What the task asks — Output exactly the lines from the line that has "pyautogui.click(x=<x>, y=<y>)" through the last line of the data below, with no pictures.

Saved data entries —

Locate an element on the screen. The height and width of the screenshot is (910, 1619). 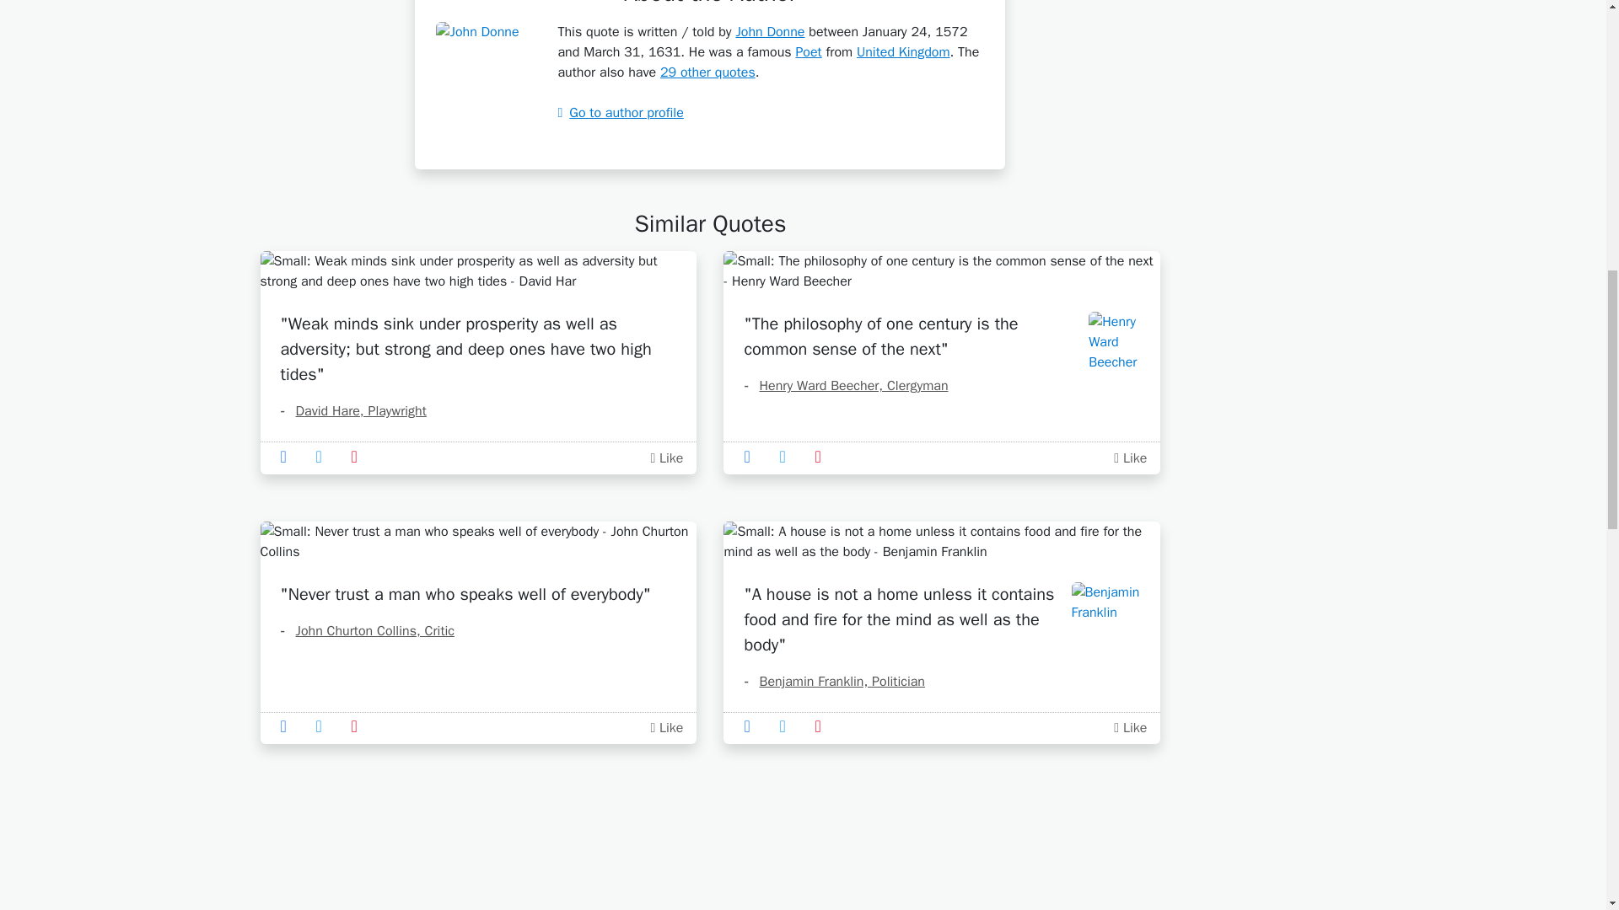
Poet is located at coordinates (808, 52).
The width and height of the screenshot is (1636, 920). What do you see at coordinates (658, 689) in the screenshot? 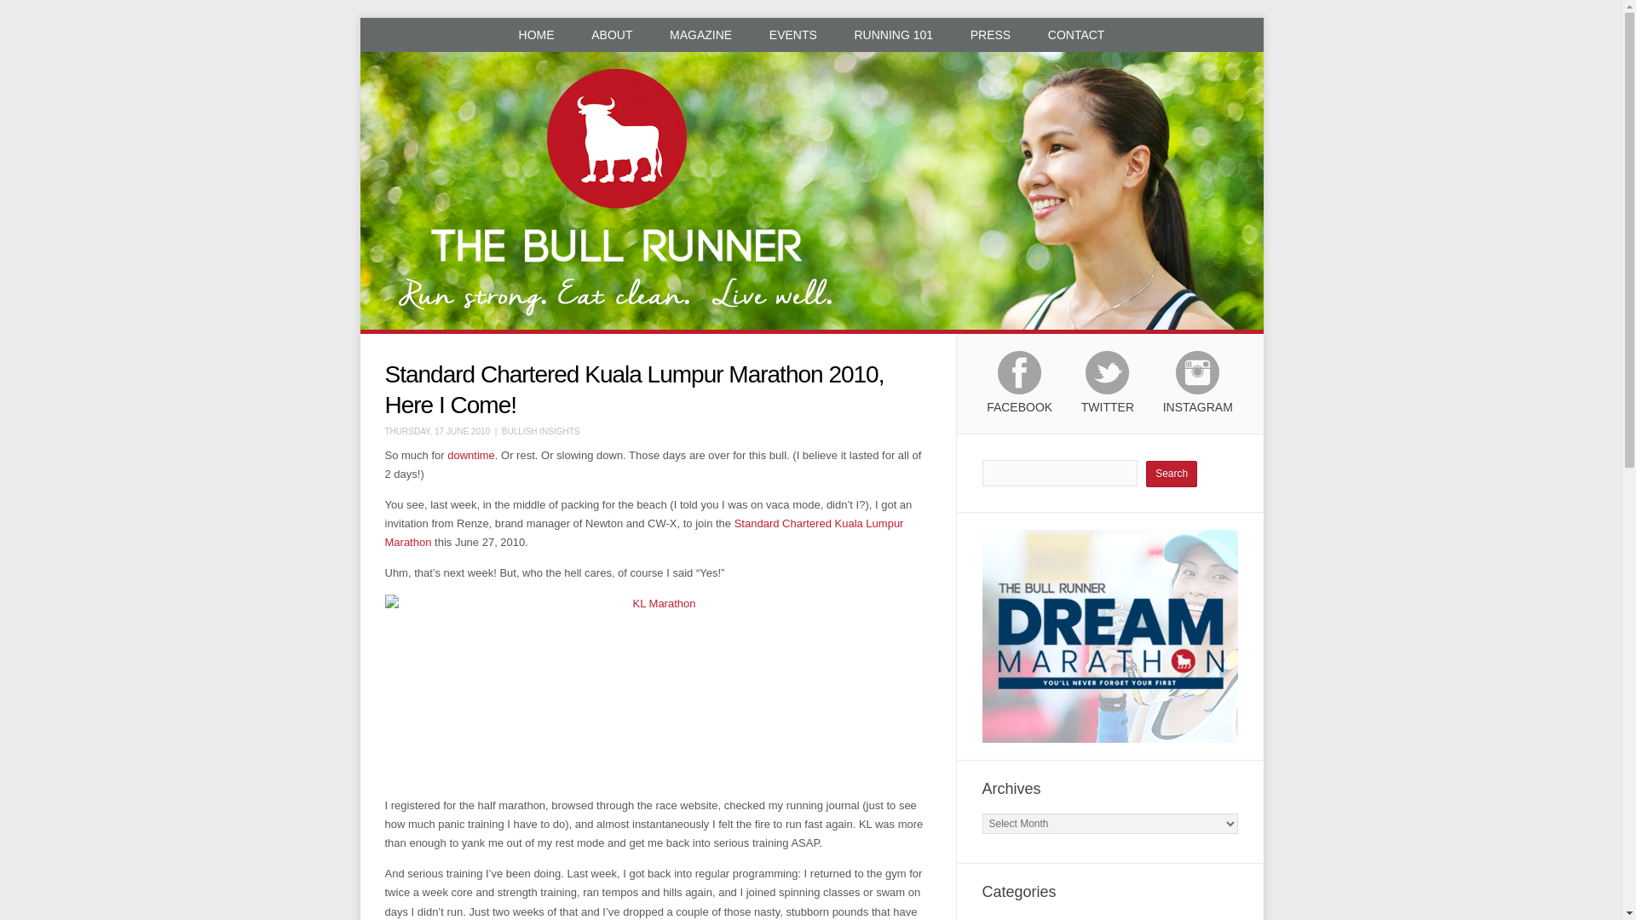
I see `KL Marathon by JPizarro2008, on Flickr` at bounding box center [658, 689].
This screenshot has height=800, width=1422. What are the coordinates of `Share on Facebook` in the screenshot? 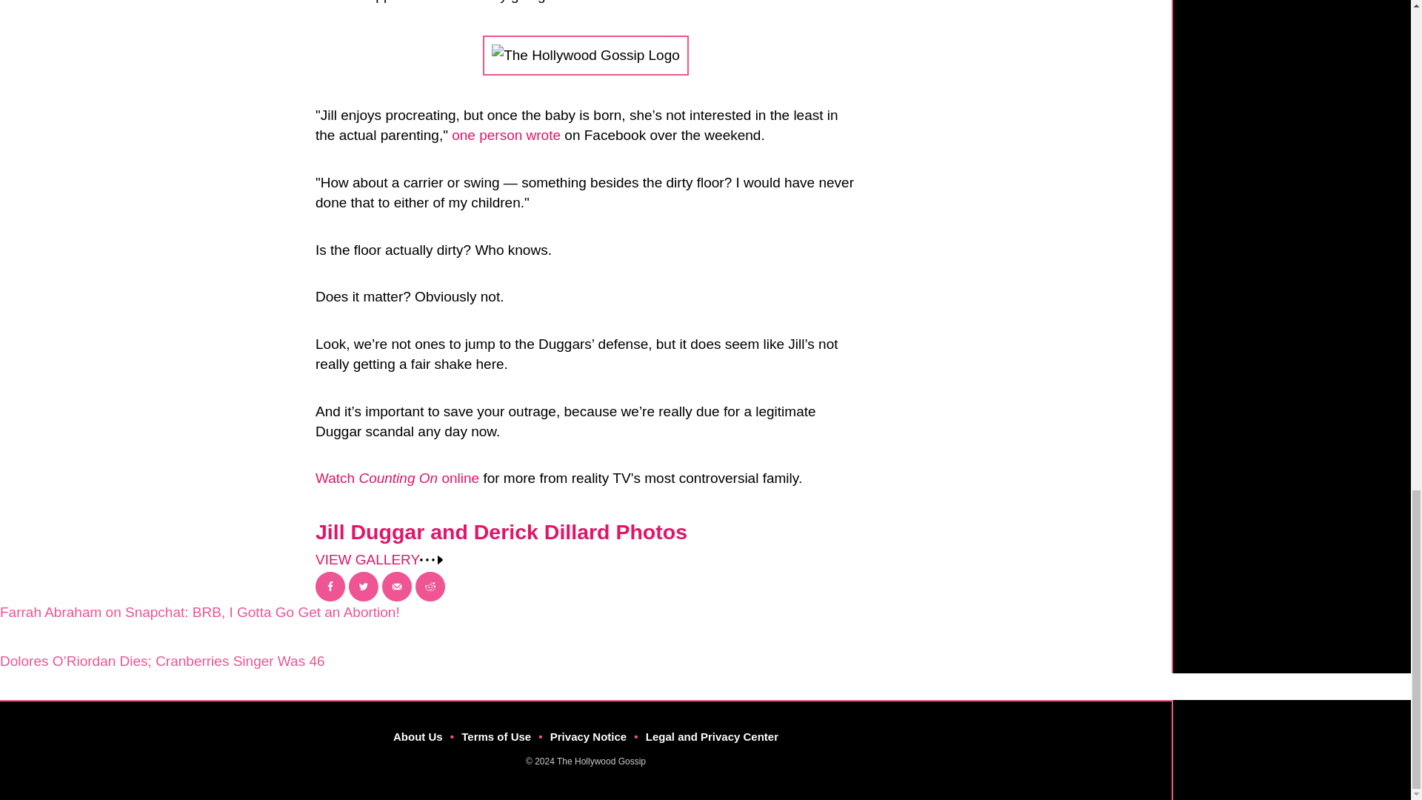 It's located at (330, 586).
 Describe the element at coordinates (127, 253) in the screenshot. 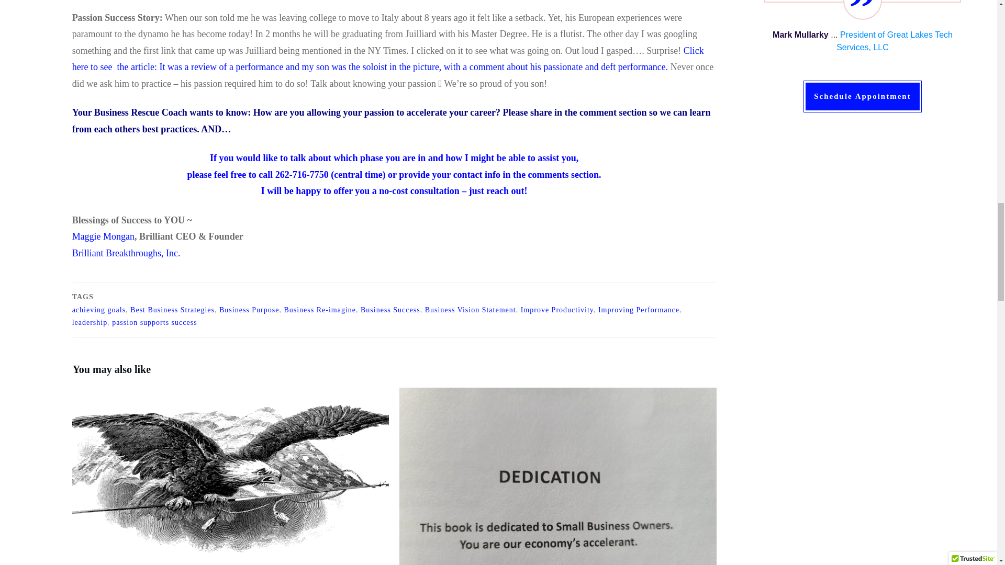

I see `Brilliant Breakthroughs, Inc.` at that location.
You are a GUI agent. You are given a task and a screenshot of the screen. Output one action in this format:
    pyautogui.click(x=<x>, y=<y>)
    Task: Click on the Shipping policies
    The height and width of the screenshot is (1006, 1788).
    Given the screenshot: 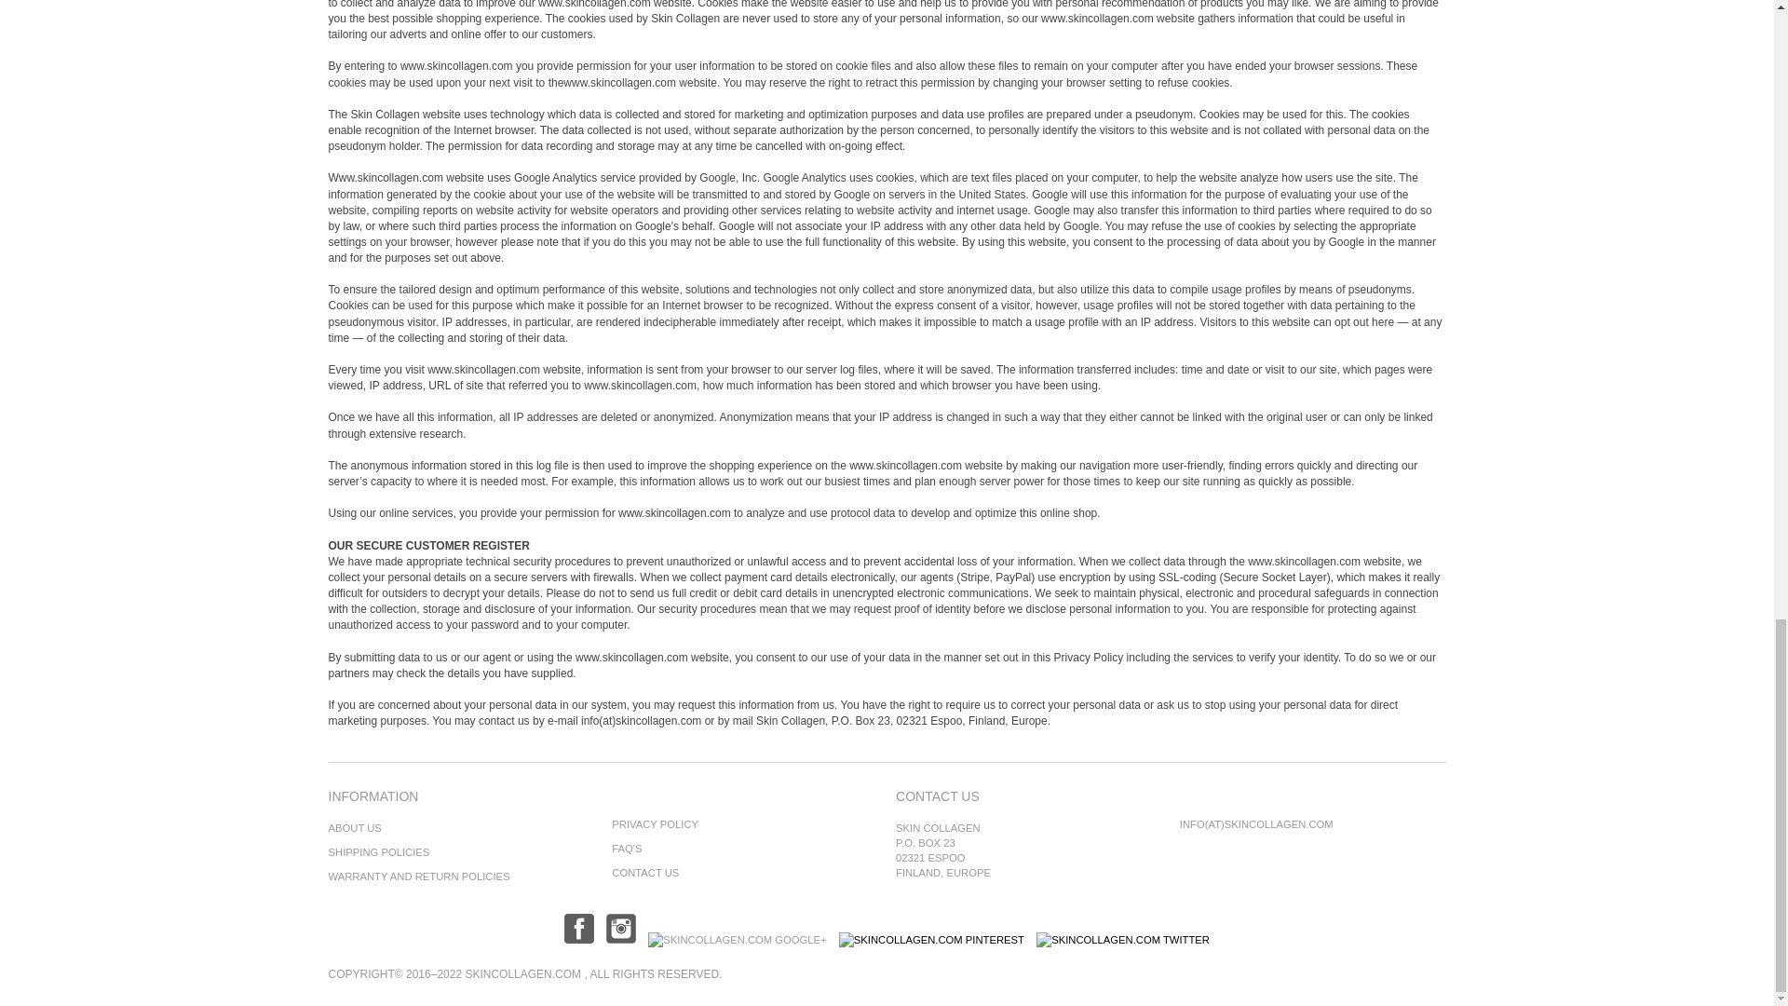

Answer to the problem —
    pyautogui.click(x=<x>, y=<y>)
    Task: Click on the Shipping policies
    The height and width of the screenshot is (1006, 1788).
    Given the screenshot: 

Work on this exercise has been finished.